On malignant personalities and camouflage

published Oct 11, 2023

The most rabid fans of "fighting for what's true and right" are often the most malevolent people.

On malignant personalities and camouflage

This is a transcript of a thread written by Jonathan Shedler on Twitter, with minor changes made.


One of most important things I've learned:

Severe personality problems find camouflage. No one thinks "I'm a sadist" or "I'm a malignant narcissist".  Rather, they find a belief system / social group that validates their most hateful, destructive impulses, then construes them as virtues.

The most toxic and hateful people in the world are 100% convinced they fight for what is true and right.  They find a way to give free rein to their cruelty, to attack, to treat others cruelly and viciously. And they find allies to cheer them on who also believe they are on the side of all that is true and good.

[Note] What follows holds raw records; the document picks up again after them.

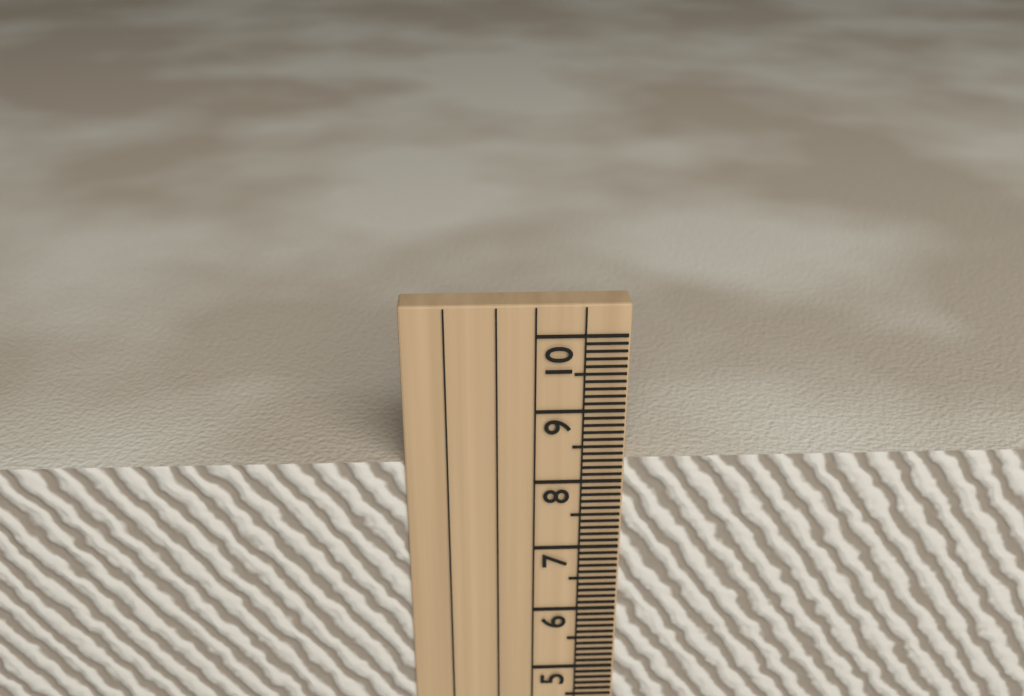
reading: 8.3 cm
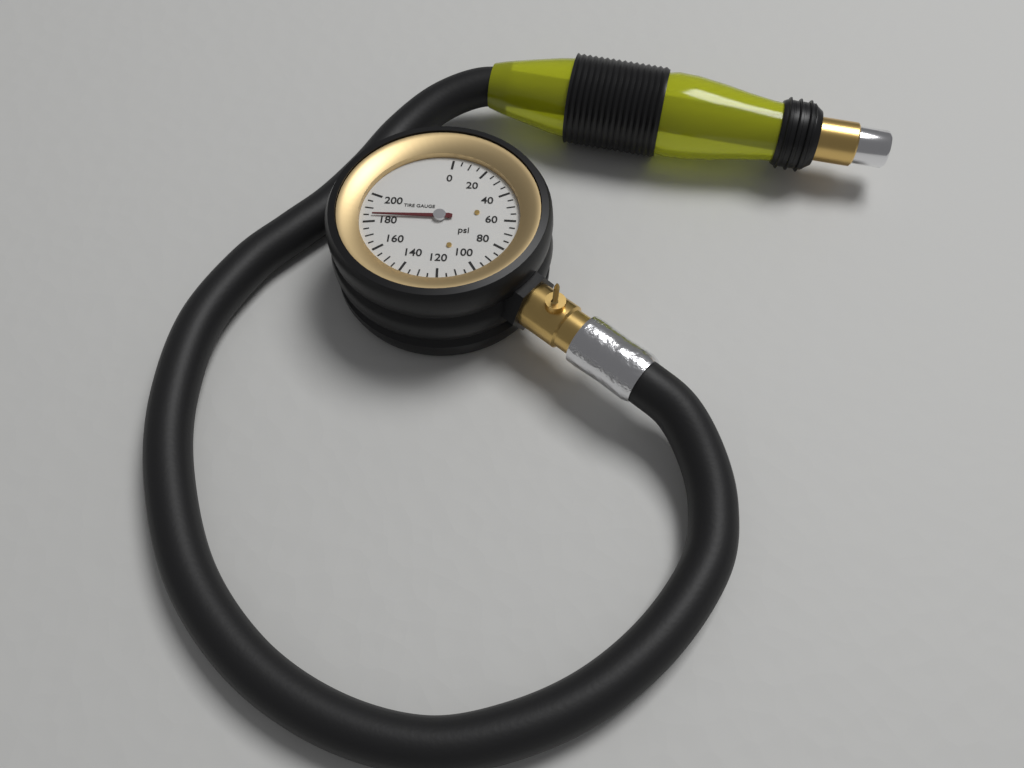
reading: 185 psi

For psychologists looking for a more theoretical explanation, the psychological processes are:

  • splitting,
  • projection, and
  • projective identification.

Splitting means not recognizing one's own capacity for hate, cruelty, and destructiveness. The person is blind to the bad in themselves.  Instead, they project the badness onto some designated other.

And this other person, via the defense of projection, is now seen as the repository of all that is bad and evil and necessary to destroy. That's the projection. The person now feels fully justified in unleashing their viciousness and hate on the other person, who is now seen (via projection) as someone monstrous who must be destroyed.

If the person who is projected on responds to the provocation with anger, this is now seen as further confirmation of how hateful and destructive they are (this is what is called is projective identification).

The end result is that the person can deny their own sadism, cruelty, and hate—while simultaneously acting it out without restraint — and feel themselves to be 100% on the side of truth and righteousness as they do it.